Artificial Intelligence
DEFINED

Artificial intelligence refers to computational systems that perform tasks normally requiring human judgement, perception, or decision making, where behaviour is shaped by data, optimisation, or learning rather than fixed rules alone. This includes machine learning systems, statistical classifiers, and generative models, and excludes purely rule based automation without adaptive behaviour.

Responsible AI
DEFINED

Responsible AI refers to the intended outcome of designing and using AI systems in ways that avoid foreseeable harm, respect human values, and maintain public trust. Responsible AI describes what is desired, not how it is achieved. Governance mechanisms are required to make these intentions actionable and reviewable.

AI governance
DEFINED

AI governance refers to the structures, processes, roles, artefacts, and decision points that make responsible AI outcomes repeatable, reviewable, and defensible. Governance is not synonymous with control or restriction. It is the practice of making decisions explicit, assigning accountability, and ensuring that intent, risk, and limitations are visible to others.

AI risk
DEFINED

AI risk refers to the potential for harm arising from the design, training, deployment, interpretation, or use of an AI system. This includes existing harms amplified by AI, emergent system behaviours, and downstream misuse or misinterpretation. Not all risks apply to all systems. Determining relevance is a core governance task.

Human oversight
DEFINED

Human oversight refers to the degree to which humans remain involved in reviewing, influencing, or controlling decisions informed by an AI system. Oversight may take the form of Human-in-the-Loop, where a human reviews each decision, Human-on-the-Loop, where a human supervises system behaviour, or Human-in-Command, where a human retains ultimate decision authority. In this handbook, human oversight is treated as a governance mechanism that must be explicitly defined and evidenced.

Human-in-the-Loop
DEFINED

Human-in-the-Loop refers to systems where a human must review or approve outputs before they influence real-world decisions. This approach is commonly used to manage uncertainty, reduce automation bias, and retain accountability during early deployment. Human review does not eliminate risk. It shifts where responsibility and failure may occur.

Accountability
DEFINED

Accountability refers to clarity over who is responsible for decisions influenced by an AI system at a given stage. Governance requires that decision authority, resp onsibility for scope changes, and ownership of review and progression are explicit. Ambiguous accountability is a common blocker to adoption.

Intended use
DEFINED

Intended use refers to the specific role a system is designed to perform. Non-purpose refers to uses that are explicitly ruled out. Governance requires both to be documented, as misinterpretation of system capability is a frequent source of risk.

Governance artefact
DEFINED

A governance artefact is a durable document that captures decisions, assumptions, scope, risks, accountability, and limitations in a reviewable form. Examples used throughout this handbook include the governance snapshot, risk categorisation, governance rationale, evidence pack, and adoption readiness summary. Artefacts enable traceability and defensibility.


• TASK DETAILS
Go through the material and pull out every line with the string "elements" in it.

• MATERIAL FOR THIS EXERCISE
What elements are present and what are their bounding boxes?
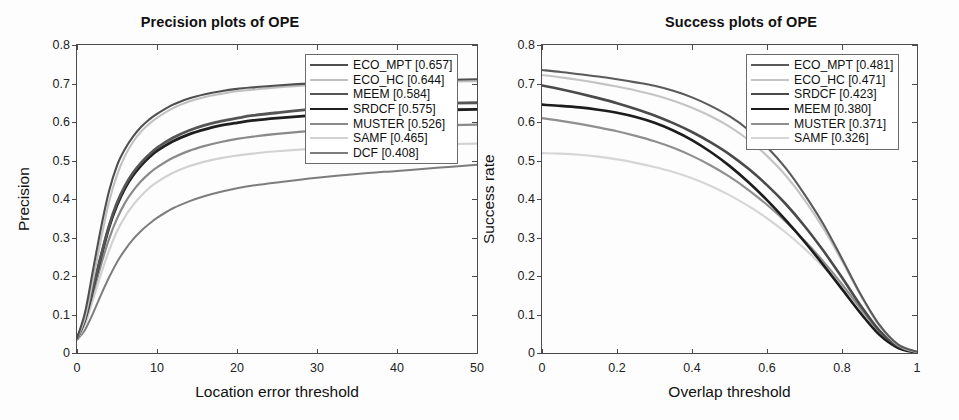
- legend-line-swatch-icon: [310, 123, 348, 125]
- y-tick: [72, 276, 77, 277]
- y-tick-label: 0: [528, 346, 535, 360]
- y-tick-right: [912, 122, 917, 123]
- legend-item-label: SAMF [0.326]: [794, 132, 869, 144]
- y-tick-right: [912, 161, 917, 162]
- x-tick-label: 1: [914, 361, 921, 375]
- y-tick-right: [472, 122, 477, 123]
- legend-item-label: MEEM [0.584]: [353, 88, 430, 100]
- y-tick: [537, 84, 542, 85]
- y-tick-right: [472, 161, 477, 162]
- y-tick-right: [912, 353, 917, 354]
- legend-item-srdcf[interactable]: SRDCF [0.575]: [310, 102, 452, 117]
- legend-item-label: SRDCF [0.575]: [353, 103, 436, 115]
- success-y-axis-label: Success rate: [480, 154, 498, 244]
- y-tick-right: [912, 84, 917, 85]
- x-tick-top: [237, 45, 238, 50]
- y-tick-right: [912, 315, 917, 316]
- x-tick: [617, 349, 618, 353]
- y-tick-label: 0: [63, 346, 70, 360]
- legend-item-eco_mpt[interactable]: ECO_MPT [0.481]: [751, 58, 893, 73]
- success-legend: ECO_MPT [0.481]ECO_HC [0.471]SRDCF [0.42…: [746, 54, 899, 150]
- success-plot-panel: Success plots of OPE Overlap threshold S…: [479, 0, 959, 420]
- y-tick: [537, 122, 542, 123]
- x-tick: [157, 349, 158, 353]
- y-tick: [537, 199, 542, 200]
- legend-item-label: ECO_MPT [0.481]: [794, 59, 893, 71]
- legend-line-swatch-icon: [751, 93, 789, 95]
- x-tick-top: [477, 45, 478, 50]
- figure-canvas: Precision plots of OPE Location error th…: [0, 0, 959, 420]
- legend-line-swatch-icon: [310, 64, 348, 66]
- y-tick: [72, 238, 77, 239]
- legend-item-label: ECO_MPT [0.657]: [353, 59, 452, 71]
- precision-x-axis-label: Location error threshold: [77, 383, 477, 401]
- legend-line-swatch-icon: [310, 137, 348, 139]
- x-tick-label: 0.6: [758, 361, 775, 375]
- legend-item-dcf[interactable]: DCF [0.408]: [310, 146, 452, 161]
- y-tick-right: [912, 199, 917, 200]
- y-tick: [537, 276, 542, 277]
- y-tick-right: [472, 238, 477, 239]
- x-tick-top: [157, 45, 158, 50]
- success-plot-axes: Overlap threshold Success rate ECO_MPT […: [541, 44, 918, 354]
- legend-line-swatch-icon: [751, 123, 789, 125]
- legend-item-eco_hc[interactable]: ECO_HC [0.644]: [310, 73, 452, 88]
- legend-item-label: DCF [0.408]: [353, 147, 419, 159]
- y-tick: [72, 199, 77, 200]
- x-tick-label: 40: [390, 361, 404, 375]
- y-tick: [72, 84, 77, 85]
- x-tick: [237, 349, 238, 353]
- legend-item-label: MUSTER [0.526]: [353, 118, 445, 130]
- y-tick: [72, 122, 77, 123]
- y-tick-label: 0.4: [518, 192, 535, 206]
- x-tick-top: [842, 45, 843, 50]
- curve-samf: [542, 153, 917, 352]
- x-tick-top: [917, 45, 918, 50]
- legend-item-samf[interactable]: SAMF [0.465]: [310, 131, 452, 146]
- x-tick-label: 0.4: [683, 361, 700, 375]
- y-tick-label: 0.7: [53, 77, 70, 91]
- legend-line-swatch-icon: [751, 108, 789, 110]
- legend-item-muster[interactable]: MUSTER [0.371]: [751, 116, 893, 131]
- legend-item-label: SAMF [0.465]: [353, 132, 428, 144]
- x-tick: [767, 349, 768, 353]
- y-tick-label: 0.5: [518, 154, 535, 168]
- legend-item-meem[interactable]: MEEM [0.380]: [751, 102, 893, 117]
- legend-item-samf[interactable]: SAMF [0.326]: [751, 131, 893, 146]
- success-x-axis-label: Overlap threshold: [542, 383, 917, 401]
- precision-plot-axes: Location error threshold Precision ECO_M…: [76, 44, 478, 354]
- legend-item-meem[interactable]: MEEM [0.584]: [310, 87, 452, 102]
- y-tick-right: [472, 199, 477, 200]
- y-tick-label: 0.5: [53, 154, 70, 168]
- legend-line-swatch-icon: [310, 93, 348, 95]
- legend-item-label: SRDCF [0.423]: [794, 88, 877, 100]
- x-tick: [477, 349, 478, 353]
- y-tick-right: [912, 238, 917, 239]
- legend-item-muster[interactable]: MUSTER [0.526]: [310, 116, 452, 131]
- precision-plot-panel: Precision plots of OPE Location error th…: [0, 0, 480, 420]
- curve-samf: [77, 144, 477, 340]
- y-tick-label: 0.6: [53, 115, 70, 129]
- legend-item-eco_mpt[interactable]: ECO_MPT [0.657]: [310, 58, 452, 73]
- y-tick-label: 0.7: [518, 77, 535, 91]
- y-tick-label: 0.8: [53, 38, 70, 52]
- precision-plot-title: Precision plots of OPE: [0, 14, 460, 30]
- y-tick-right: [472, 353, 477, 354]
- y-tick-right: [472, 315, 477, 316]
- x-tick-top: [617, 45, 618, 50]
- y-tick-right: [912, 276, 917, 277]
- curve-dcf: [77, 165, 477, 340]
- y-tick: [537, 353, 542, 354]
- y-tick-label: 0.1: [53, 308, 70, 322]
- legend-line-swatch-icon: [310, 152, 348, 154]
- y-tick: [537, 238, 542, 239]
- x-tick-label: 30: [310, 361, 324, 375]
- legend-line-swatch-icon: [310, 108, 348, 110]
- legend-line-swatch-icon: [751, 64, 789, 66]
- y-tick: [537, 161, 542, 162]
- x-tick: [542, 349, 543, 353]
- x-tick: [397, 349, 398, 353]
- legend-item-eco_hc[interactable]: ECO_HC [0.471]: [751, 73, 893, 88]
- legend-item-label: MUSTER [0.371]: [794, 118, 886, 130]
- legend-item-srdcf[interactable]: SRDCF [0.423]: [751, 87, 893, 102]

---

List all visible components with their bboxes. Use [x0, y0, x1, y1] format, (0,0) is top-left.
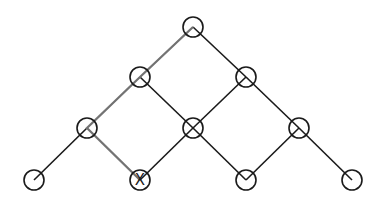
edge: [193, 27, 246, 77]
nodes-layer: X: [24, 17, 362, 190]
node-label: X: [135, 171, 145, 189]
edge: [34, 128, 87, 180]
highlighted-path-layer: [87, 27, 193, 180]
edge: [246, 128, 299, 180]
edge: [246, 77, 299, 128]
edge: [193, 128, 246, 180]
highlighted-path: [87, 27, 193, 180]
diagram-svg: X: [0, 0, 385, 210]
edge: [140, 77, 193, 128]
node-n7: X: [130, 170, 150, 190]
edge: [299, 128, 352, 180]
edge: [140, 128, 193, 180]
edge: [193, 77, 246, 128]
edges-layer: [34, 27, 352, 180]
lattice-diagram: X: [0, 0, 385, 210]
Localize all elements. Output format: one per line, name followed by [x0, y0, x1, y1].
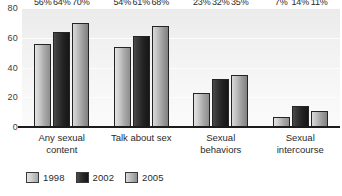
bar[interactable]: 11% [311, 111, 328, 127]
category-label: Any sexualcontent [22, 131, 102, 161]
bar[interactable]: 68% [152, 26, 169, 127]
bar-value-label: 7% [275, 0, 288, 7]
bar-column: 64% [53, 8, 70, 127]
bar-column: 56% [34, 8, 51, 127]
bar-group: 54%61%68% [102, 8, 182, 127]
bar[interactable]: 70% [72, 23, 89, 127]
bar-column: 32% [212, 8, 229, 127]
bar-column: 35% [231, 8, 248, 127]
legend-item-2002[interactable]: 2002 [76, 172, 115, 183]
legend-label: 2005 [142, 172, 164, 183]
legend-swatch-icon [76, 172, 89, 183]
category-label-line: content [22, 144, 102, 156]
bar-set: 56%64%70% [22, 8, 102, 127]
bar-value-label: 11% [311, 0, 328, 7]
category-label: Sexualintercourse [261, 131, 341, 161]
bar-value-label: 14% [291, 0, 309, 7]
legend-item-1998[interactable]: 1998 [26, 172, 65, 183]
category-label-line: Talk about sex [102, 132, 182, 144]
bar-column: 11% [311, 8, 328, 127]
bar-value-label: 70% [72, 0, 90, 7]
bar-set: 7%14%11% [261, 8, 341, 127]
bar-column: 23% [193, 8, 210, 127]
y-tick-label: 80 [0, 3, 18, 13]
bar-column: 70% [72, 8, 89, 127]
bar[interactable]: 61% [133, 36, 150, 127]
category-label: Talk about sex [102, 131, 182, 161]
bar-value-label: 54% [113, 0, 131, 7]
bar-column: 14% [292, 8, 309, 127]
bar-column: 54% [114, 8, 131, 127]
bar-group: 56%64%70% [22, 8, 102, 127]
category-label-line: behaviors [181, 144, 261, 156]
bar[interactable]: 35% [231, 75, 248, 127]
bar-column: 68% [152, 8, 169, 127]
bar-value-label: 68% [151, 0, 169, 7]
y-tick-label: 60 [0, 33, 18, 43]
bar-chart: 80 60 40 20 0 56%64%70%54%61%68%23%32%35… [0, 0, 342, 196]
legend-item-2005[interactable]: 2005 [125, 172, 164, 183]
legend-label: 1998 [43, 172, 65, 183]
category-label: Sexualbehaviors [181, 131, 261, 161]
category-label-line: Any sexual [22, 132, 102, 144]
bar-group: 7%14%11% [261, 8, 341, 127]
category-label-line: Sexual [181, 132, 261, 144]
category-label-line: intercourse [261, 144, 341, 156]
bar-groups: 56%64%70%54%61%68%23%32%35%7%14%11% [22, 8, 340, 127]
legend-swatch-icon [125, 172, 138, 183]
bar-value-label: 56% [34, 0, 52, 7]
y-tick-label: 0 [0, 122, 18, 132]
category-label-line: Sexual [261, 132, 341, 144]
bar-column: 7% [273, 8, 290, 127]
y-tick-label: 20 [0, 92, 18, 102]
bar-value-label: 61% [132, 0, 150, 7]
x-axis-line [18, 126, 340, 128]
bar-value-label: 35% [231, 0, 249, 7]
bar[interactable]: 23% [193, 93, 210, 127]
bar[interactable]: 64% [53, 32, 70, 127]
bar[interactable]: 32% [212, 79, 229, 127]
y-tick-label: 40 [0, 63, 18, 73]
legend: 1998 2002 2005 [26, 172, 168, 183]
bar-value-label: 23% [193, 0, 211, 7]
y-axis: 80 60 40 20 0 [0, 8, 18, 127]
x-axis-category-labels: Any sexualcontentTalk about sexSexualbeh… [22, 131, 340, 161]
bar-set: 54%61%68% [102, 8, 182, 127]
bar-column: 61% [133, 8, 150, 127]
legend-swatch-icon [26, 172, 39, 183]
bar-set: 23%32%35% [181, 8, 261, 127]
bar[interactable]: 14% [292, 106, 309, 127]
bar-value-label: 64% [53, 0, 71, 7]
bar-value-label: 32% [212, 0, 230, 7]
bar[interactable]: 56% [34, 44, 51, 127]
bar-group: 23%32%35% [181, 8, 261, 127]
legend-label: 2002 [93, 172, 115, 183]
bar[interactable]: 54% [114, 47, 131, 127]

• RESPONSE BOX
What elements are present and what are their bounding boxes?
Localize all elements. Output format: one per line, name followed by [x0, y0, x1, y1].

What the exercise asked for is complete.